Is there any way that I can have a password that programatically changes to prevent someone from accessing the database after so many days or a specified date???????
There is no foolproof way to do this. You can put some code in your startup procedure and pull the password for the current date from a table. Obviously if you can read the tables, every one else can too...so any solution you come up with will only protect against casual intrusions.
Hmm. I just thought of a couple of pretty decent ways...
Make a form that allows the user to change his password without using the security menu item (there's code for this in the security faq, which you can get from MS or from my site). Put something in the code that records the user name and the date in a table every time the user changes his password (probably just update the date if the user is already in there, but you could make a history table if you wanted).
Then do one or both of the following:
1) Write code that fires when an admin logs in to go through that table and blank and then set-to-some-random-string the password for each person who hasn't updated their password in the past XX days.
2) Write code that fires each time a user logs in that, if they haven't changed their password in XX days, blanks their password and set it to some random string and then kicks them out of the database.
Shouldn't be that hard to set up, if you just crib the code from the faq.
And sounds like a nice set of code to own.
If you write it, I'd love to see a copy of it posted here.
Please post in the appropriate forum with a descriptive subject; code and SQL, if referenced; and expected results. See thread181-473997 for more pointers.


▶ **WORK ORDER**:
State how many lines in the listing below contain the word "Vibe", and write nothing else.
········
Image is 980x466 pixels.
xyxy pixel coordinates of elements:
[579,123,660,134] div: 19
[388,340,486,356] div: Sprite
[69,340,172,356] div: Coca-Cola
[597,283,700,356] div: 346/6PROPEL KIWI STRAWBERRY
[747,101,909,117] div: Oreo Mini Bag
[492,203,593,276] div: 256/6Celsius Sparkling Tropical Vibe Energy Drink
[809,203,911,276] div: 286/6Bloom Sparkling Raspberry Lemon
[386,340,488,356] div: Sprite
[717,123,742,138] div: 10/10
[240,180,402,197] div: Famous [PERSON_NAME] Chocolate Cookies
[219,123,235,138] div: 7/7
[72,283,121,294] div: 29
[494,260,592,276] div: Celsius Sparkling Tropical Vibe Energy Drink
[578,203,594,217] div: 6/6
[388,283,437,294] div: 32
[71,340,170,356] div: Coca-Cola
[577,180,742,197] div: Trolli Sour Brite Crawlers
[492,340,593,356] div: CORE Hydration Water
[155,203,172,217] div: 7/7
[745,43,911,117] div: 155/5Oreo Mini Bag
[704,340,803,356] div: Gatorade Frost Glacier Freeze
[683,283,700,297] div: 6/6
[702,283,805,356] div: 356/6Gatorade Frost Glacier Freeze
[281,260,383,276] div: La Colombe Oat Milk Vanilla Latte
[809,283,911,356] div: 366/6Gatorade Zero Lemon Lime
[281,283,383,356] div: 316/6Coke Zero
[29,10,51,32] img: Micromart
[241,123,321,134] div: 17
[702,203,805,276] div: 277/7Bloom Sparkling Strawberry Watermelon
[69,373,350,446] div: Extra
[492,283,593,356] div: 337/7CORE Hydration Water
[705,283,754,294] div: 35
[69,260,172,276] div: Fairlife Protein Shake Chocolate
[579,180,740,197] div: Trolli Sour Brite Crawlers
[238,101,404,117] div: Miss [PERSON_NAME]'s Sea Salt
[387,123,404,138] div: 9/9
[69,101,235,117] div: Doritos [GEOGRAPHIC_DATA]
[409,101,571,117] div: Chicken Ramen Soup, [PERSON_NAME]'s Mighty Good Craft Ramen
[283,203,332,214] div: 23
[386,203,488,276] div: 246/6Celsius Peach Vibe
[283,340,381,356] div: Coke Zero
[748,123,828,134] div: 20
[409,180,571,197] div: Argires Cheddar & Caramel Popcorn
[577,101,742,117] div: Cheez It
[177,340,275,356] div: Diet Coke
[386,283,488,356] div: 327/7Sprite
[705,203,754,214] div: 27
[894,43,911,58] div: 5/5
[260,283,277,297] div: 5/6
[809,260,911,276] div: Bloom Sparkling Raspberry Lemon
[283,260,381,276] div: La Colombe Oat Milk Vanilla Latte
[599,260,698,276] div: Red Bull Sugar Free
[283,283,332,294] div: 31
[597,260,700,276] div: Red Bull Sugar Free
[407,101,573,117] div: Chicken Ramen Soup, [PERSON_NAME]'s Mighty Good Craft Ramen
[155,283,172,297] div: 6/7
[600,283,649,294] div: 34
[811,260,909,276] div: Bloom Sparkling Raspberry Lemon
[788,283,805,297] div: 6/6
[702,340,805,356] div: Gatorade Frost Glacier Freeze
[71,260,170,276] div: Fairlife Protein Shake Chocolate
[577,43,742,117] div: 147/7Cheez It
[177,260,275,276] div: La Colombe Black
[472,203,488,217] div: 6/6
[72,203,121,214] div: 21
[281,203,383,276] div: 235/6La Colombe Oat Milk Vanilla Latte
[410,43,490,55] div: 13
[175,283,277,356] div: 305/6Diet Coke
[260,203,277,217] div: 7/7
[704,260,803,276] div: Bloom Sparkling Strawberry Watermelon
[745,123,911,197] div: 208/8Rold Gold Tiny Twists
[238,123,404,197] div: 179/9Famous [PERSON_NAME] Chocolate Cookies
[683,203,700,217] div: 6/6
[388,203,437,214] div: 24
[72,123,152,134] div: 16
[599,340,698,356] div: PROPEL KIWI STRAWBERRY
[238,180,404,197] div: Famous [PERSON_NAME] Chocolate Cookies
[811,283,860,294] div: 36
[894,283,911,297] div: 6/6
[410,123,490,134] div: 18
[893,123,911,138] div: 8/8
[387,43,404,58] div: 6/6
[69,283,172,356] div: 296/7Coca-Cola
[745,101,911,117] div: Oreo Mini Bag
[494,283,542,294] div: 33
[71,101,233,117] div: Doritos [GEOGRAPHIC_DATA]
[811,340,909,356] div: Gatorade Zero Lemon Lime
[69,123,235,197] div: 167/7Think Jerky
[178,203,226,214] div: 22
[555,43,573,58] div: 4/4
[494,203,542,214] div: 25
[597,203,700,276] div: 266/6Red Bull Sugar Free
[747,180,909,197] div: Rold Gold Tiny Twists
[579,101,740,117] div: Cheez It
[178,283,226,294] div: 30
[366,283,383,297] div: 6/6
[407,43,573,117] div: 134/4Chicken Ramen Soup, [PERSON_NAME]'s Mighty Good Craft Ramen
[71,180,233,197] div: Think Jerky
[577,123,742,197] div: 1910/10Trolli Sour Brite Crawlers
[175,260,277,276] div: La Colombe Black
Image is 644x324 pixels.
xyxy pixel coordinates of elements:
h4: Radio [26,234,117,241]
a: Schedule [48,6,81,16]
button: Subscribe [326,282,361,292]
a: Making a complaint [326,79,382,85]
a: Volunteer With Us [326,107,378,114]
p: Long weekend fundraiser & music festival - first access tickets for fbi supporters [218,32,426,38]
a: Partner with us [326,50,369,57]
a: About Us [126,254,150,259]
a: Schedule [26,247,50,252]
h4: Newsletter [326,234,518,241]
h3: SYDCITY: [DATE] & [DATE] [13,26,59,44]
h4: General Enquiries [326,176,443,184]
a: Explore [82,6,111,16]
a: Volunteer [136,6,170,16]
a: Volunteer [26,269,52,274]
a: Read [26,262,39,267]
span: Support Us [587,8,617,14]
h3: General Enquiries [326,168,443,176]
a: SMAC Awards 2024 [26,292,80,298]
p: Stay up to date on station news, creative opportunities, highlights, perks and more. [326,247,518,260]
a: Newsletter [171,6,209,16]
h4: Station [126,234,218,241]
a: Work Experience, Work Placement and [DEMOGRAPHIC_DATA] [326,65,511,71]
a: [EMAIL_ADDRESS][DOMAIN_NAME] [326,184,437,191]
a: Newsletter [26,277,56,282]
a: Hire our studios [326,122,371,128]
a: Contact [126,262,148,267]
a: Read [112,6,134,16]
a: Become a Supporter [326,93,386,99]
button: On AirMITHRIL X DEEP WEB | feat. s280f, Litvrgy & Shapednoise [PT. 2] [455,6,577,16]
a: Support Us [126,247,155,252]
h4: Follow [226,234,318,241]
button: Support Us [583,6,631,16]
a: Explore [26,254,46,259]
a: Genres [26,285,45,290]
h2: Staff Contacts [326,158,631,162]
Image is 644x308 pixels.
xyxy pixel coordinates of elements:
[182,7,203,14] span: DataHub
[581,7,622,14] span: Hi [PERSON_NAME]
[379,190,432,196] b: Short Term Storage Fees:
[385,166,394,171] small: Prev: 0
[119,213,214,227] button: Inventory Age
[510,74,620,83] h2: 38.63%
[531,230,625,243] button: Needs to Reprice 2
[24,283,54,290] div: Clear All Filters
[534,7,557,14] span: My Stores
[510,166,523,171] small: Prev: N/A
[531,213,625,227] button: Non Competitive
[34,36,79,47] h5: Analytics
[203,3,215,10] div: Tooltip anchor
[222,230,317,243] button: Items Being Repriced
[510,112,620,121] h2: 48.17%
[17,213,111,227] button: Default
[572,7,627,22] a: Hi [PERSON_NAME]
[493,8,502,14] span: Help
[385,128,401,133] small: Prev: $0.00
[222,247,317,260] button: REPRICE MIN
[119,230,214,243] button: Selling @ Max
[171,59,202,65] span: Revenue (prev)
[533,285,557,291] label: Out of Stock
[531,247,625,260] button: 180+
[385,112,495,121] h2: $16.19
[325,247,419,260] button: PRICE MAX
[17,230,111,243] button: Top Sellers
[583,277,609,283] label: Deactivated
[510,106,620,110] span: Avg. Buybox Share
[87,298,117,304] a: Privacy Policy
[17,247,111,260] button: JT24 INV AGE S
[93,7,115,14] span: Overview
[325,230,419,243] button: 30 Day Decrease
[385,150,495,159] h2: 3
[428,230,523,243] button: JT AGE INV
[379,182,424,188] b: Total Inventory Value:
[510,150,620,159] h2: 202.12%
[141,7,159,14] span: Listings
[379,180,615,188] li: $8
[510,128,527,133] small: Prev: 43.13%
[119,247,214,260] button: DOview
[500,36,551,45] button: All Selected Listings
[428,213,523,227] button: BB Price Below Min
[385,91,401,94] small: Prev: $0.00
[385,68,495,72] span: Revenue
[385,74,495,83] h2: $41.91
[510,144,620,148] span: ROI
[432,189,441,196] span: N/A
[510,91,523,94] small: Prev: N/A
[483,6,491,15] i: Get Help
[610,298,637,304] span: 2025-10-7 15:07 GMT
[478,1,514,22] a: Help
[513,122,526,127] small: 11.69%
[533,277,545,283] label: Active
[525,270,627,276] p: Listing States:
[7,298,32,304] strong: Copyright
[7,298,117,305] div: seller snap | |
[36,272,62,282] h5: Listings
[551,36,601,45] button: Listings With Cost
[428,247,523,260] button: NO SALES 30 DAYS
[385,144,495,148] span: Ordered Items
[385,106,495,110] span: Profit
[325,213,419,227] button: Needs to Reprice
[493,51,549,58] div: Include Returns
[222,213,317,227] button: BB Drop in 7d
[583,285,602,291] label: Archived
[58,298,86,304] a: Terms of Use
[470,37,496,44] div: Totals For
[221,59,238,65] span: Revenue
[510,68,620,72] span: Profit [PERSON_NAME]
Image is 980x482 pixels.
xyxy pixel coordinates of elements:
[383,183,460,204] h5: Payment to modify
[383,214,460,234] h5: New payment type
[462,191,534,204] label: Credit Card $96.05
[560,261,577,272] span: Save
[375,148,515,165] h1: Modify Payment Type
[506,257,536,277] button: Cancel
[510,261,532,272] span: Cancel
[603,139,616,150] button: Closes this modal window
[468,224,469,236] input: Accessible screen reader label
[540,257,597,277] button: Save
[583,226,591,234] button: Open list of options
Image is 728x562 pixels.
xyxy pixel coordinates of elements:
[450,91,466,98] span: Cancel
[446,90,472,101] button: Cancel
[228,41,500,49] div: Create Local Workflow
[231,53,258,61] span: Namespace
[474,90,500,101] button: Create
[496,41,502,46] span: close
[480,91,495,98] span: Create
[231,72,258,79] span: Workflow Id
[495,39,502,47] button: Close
········
▶ **EXERCISE RESULT**:
3